Fifty-five years ago, the world met Hal. Not me, but Hal 9000 in the film 2001: A Space Odyssey. It was, perhaps, the first peek most of us had at artificial intelligence (AI) and computers that could think and make decisions and communicate what they wanted to tell us and persuade us to do what they wanted us to do.
Well, bad actors leveraging powerful computing technology are busy communicating (and curating) what they want us to learn in a way that will make each of us receptive to internalizing their messages. And yes, of course, let’s give a nod to all the wonderful things AI can and will provide, and let’s acknowledge that the age of the supercomputer intersecting with our lives is upon us.
However, let’s not lose sight of the dangers these learning machines represent. Machine learning is that part of AI that gives supercomputers the ability to learn from massive volumes of data without explicitly being programmed. They can and do learn how to construct a message to which you, specifically, are apt to be receptive, even if the news is deceitful and untruthful. We can all celebrate the great evolving potential of AI, but we would be fools to be dismissive of the potential for harm.
We are being bombarded by Bots, short for robots which are simply messages from supercomputer artificial intelligence programs that, in effect, have created non-human agents (Bots) for human puppeteers who may be here in America or anywhere else in this interconnected world.
Bots have one purpose. They are designed to simulate human activity, that is, to fool the receivers of the messages into believing that a human being sent it to them. Be concerned. Be very concerned.
And now we have generative AI that can understand and communicate with us in a way that is exceedingly close to conversing as we humans talk.
It is known that AI (compliments of the Kremlin) was hyper-active in the 2016 U.S. presidential election in the form of Russian Bots. Specifically, more than 36,000 Russian-Bot accounts tweeted to American home computers “news or commentary” about the U.S. election between Sept. 1 and Nov. 15, 2016. These were online accounts masquerading as humans, but they were actually messages contrived by Russian-developed artificial intelligence.
These phony online “persons” created and sent an estimated 288 million impressions of Russian Bot tweets. And they were just getting started. In the first three months of 2019 alone, Facebook took down an estimated 2.2 billion utterly fake accounts, supercomputer-generated Bots pretending they were people like you and me communicating to their Facebook universe of friends and family to be read, “liked,” and often “shared.”
This new and insidious interference in our political life and national elections is an outrage. But even more sobering is the reality that Bot speech, that is non-human, carefully crafted messaging designed to appear as though it comes to us from human beings, from fellow citizens like you and me, may very well be speech protected by the First Amendment.
The First Amendment protects speech (written or spoken) and not so much the speaker of speech. It protects the message more than the messenger. It protects the listener of speech (our right to hear or read what a messenger is saying or writing) just as much as the “speaker” or writer of speech.
There is a consensus among many lawyers that “speech” by non-human, computer-generated robots is as protected as speech produced by you and me.
John Frank Weaver, an attorney specializing in artificial intelligence, contends that speech created and distributed by Bots should have all the constitutional protections as actual speech by real humans. Nothing in the First Amendment stipulates that written or spoken speech is limited to human beings. (Who knew?— an American founder might ask).
Weaver posits that our right to free speech should include speech contrived by AI, robots, and Twitterbots. And Weaver is not alone. These champions of robot-generated free speech suggest that it is up to us, approximately 330 million Americans (or at least those of us old enough to vote), to differentiate between AI Bots and human-generated content. Be concerned. Be very concerned.
Some believe the Supreme Court’s Citizens United decision which conferred on corporations the same free-speech protections humans have, also grants the same protections to artificially conceived and generated messages from supercomputers. Of course, human beings do write and speak for corporations.
On the other hand, troll farms generate what I’ll call Bot-beings. They “pretend” to be human. They can and do develop messages on behalf of governments or other special interests, politicians and wannabe politicians, or others who may simply want to disrupt civil society. They then send or share these machine-generated messages as though thinking people had shared them.
They aren’t really engaging in free speech. They are manufacturing speech as well as the purveyors of speech, often to achieve political objectives, and do not necessarily represent the thinking, concern, or passion of any human being. Be concerned. Be very concerned.
California has passed a Bot law that makes it unlawful to use a Bot to communicate or interact with another person online in California with the intent to mislead that person about its artificial identity, thus deceiving that person about the content of the communication. The Bot must be identified as a Bot. Good for California!
The idea that AI speech is just babble generated by humans is disingenuous. Pew Research warned that two-thirds of all the headlines tweeted on Twitter were then shared by Bots. When artificial intelligence can produce content tailored to specific people based on what it has learned about their likes and dislikes, and what comforts them and discomforts them, we are, indeed, in a strange new world. Welcome to the future. Be concerned. Be very concerned.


Assignment:
Find the lines below that contain the string "Pull", count them, and give only the number.

= = = =

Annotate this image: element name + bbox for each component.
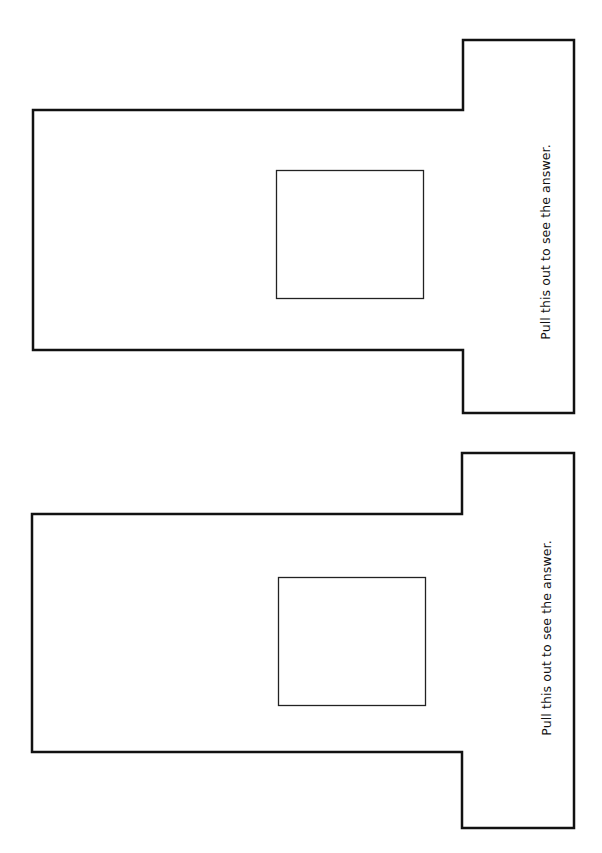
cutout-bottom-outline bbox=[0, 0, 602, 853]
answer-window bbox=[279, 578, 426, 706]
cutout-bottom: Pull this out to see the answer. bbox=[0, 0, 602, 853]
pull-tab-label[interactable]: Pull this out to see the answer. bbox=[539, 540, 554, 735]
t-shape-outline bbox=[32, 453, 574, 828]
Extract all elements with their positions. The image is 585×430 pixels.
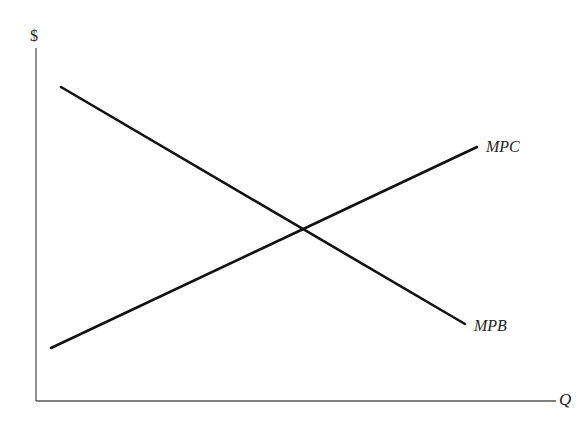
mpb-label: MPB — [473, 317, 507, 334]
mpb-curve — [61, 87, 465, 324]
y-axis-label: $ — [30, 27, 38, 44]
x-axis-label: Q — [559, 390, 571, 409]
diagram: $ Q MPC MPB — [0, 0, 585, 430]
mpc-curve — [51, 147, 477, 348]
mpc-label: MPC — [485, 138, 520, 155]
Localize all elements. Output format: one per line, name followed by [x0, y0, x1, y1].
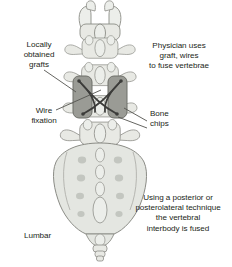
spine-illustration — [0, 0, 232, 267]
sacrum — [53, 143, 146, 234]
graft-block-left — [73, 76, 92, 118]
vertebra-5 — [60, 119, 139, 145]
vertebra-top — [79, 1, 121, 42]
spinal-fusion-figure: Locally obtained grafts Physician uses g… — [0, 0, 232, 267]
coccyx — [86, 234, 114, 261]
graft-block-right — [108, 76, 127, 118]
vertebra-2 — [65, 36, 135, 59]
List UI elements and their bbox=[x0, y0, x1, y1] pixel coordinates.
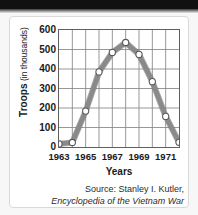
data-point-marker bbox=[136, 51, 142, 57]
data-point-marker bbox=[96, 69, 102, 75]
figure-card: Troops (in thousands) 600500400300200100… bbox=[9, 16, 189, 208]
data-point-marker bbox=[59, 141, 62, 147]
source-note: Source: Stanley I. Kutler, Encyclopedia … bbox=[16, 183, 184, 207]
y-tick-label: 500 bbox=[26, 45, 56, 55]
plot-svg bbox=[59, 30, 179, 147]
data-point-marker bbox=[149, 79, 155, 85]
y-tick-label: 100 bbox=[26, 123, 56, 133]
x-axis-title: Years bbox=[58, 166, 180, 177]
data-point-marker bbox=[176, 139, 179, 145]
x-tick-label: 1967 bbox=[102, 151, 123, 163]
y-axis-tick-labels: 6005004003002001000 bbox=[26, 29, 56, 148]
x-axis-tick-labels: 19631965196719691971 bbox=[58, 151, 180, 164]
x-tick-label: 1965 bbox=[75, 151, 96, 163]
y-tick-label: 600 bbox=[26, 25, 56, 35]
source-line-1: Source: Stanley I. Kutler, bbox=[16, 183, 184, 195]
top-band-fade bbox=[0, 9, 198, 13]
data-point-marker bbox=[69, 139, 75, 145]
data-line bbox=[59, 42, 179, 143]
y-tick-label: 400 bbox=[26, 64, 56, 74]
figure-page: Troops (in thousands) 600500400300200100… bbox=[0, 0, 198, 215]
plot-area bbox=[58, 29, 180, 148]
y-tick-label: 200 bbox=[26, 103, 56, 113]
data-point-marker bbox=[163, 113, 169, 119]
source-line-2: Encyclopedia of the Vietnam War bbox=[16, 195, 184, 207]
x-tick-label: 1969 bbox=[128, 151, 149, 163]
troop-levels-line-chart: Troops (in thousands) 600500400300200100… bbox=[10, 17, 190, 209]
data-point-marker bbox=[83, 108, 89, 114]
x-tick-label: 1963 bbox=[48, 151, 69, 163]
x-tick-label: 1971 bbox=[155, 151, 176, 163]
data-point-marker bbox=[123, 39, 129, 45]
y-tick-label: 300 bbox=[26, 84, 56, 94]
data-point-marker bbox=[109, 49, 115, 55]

= = = =

Response area:
2